NewsWhy Russia's attacks on this place in Ukraine are...

Why Russia's attacks on this place in Ukraine are worrying the whole world

Russia said on Thursday it may shut down Europe’s largest nuclear power plant after it was bombed at the front in Ukraine, a move kyiv said would increase the risk of a nuclear catastrophe in that country.

Moscow has also rejected international calls to create a demilitarized zone around the Zaporizhia nuclear power plant, which it seized early in the war and is still operated by Ukrainian engineers under Russian occupation.

This is what we know about this nuclear plant, the largest in Europe.

Location and construction

The nuclear power plant is located in central Ukraine, in Enerhodar, near the city of Zaporizhia, on the banks of the Kakhovka reservoir on the Dnieper River, about 150 kilometers from the Crimean peninsula.

It has six reactors. The first five were successfully brought online between 1985 and 1989, and the sixth was added in 1995. The plant generates about half of the country’s nuclear power and more than a fifth of the total power generated in Ukraine.

Russian military occupation

Russia took the plant on March 4, a few days after the start of the invasion of Ukraine, after an attack that caused a fire without consequences in radioactivity levels, but that paralyzed the world in fear of a new atomic catastrophe.

Russian projectiles hit the facilities of the Zaporizhia nuclear plant in the early hours of that day, unleashing a fire in a building and a laboratory.

After a few hours of alarm, in which the Ukrainian president Volodimir Zelenski warned of a possible disaster “ten times bigger than Chernobyl”, in reference to the catastrophic nuclear accident of 1986 in that country, the relief services were able to extinguish the flames, according to the kyiv authorities.

Is there a risk of nuclear disaster?

The Ukrainian president, Volodímir Zelenski, who discussed the situation at the plant with the UN Secretary General, António Guterres, who was visiting Lviv, asked the United Nations to guarantee its demilitarization and protection.

“This deliberate terror by the aggressor can have catastrophic consequences for the whole world,” Zelensky wrote on the Telegram messaging app, accusing Russia of “nuclear blackmail” at the plant.

“This deliberate terror by the aggressor can have catastrophic consequences for the whole world,” Zelensky wrote on the Telegram messaging app, accusing Russia of “nuclear blackmail” at the plant.

Ukraine accuses Russia of using the plant as a shield for its forces to launch attacks through the reservoir on Ukrainian-controlled cities, something Moscow denies.

Foreign countries and the United Nations have asked Moscow to allow the entry of international inspectors. Reuters could not independently confirm the military situation at the scene or responsibility for the attack on the plant.

The Ukrainian authorities have accused Russia of planning the closure of the plant to disconnect it from the Ukrainian electricity grid and switch it to the Russian one, thus stealing its production.

Disconnecting the complex’s generators from the Ukrainian power system would prevent them from being used to keep nuclear fuel cold in the event of a power outage at the plant, he said.

Shutting down a nuclear power plant is a complicated operation that requires stopping the nuclear chain reactions and protecting the fuel from heating up and causing a meltdown.

“If Russia takes steps to force the exit (of the plant) from the Ukrainian electricity system, that could threaten the operational safety of the station, as well as escalate the energy crisis in Ukraine in the winter,” Mark Hibbs told Reuters. , a senior fellow with the Nuclear Policy Program at the Carnegie Endowment for International Peace, in an email.

NATO calls for ‘urgent inspection’ in Zaporizhia

The North Atlantic Organization (NATO) considers it “urgent” that the UN nuclear watchdog carry out an inspection of the Ukrainian plant in Zaporizhia, which is under Russian military control, the secretary general of the Atlantic Alliance said on Wednesday. Jens Stoltenberg.

“It is urgent to authorize an inspection by the International Atomic Energy Agency (IAEA) and to guarantee the withdrawal of all Russian forces” from the site, Stoltenberg told a news conference in Brussels.

The Russian occupation of the Zaporiya plant (in southern Ukraine) “poses a serious threat to the facilities [and] raises the risk of a nuclear accident or incident,” he warned.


What to produce
Take the listing below and write it out again exactly, skipping any picture that it holds.

----

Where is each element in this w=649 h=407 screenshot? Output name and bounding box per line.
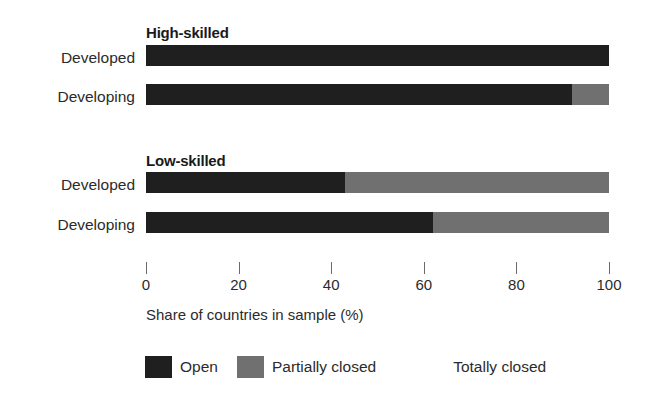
row-label-low-developed: Developed xyxy=(5,176,135,194)
group-title-low-skilled: Low-skilled xyxy=(146,152,225,169)
bar-segment-partially-closed xyxy=(572,84,609,105)
x-tick-label-40: 40 xyxy=(323,276,340,293)
bar-segment-open xyxy=(146,45,609,66)
bar-segment-open xyxy=(146,212,433,233)
x-tick-20 xyxy=(239,262,240,274)
chart-legend: Open Partially closed Totally closed xyxy=(145,354,546,380)
legend-swatch-open-icon xyxy=(145,356,172,378)
x-tick-label-80: 80 xyxy=(508,276,525,293)
x-tick-label-20: 20 xyxy=(230,276,247,293)
group-title-high-skilled: High-skilled xyxy=(146,24,229,41)
bar-segment-partially-closed xyxy=(345,172,609,193)
bar-segment-open xyxy=(146,172,345,193)
legend-swatch-totally-closed-icon xyxy=(418,356,445,378)
row-label-high-developing: Developing xyxy=(5,88,135,106)
legend-swatch-partially-closed-icon xyxy=(237,356,264,378)
x-tick-label-0: 0 xyxy=(142,276,150,293)
x-tick-40 xyxy=(331,262,332,274)
legend-label-partially-closed: Partially closed xyxy=(272,358,376,376)
bar-low-developed xyxy=(146,172,609,193)
stacked-bar-chart: High-skilled Developed Developing Low-sk… xyxy=(0,0,649,407)
x-tick-label-100: 100 xyxy=(596,276,621,293)
bar-segment-open xyxy=(146,84,572,105)
bar-low-developing xyxy=(146,212,609,233)
x-tick-80 xyxy=(516,262,517,274)
x-tick-0 xyxy=(146,262,147,274)
bar-high-developed xyxy=(146,45,609,66)
x-tick-60 xyxy=(424,262,425,274)
row-label-low-developing: Developing xyxy=(5,216,135,234)
bar-segment-partially-closed xyxy=(433,212,609,233)
x-tick-label-60: 60 xyxy=(415,276,432,293)
x-axis-label: Share of countries in sample (%) xyxy=(146,306,364,323)
legend-label-totally-closed: Totally closed xyxy=(453,358,546,376)
x-axis: 0 20 40 60 80 100 xyxy=(146,262,609,302)
bar-high-developing xyxy=(146,84,609,105)
legend-label-open: Open xyxy=(180,358,218,376)
row-label-high-developed: Developed xyxy=(5,49,135,67)
legend-item-partially-closed: Partially closed xyxy=(237,356,376,378)
legend-item-open: Open xyxy=(145,356,218,378)
x-tick-100 xyxy=(609,262,610,274)
legend-item-totally-closed: Totally closed xyxy=(418,356,546,378)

----

Answer box
Where is each element in this w=649 h=407 screenshot? Output name and bounding box per line.
row-label-low-developed: Developed xyxy=(5,176,135,194)
group-title-low-skilled: Low-skilled xyxy=(146,152,225,169)
bar-segment-partially-closed xyxy=(572,84,609,105)
x-tick-label-40: 40 xyxy=(323,276,340,293)
bar-segment-open xyxy=(146,45,609,66)
bar-segment-open xyxy=(146,212,433,233)
x-tick-20 xyxy=(239,262,240,274)
chart-legend: Open Partially closed Totally closed xyxy=(145,354,546,380)
legend-swatch-open-icon xyxy=(145,356,172,378)
x-tick-label-80: 80 xyxy=(508,276,525,293)
x-tick-label-20: 20 xyxy=(230,276,247,293)
group-title-high-skilled: High-skilled xyxy=(146,24,229,41)
bar-segment-partially-closed xyxy=(345,172,609,193)
bar-segment-open xyxy=(146,172,345,193)
legend-swatch-totally-closed-icon xyxy=(418,356,445,378)
row-label-high-developing: Developing xyxy=(5,88,135,106)
legend-swatch-partially-closed-icon xyxy=(237,356,264,378)
x-tick-label-0: 0 xyxy=(142,276,150,293)
x-tick-40 xyxy=(331,262,332,274)
legend-label-partially-closed: Partially closed xyxy=(272,358,376,376)
bar-low-developed xyxy=(146,172,609,193)
stacked-bar-chart: High-skilled Developed Developing Low-sk… xyxy=(0,0,649,407)
x-tick-label-100: 100 xyxy=(596,276,621,293)
bar-segment-open xyxy=(146,84,572,105)
bar-low-developing xyxy=(146,212,609,233)
x-tick-80 xyxy=(516,262,517,274)
x-tick-0 xyxy=(146,262,147,274)
bar-high-developed xyxy=(146,45,609,66)
x-tick-60 xyxy=(424,262,425,274)
row-label-low-developing: Developing xyxy=(5,216,135,234)
bar-segment-partially-closed xyxy=(433,212,609,233)
x-tick-label-60: 60 xyxy=(415,276,432,293)
x-axis-label: Share of countries in sample (%) xyxy=(146,306,364,323)
legend-label-totally-closed: Totally closed xyxy=(453,358,546,376)
x-axis: 0 20 40 60 80 100 xyxy=(146,262,609,302)
bar-high-developing xyxy=(146,84,609,105)
legend-label-open: Open xyxy=(180,358,218,376)
row-label-high-developed: Developed xyxy=(5,49,135,67)
legend-item-partially-closed: Partially closed xyxy=(237,356,376,378)
legend-item-open: Open xyxy=(145,356,218,378)
x-tick-100 xyxy=(609,262,610,274)
legend-item-totally-closed: Totally closed xyxy=(418,356,546,378)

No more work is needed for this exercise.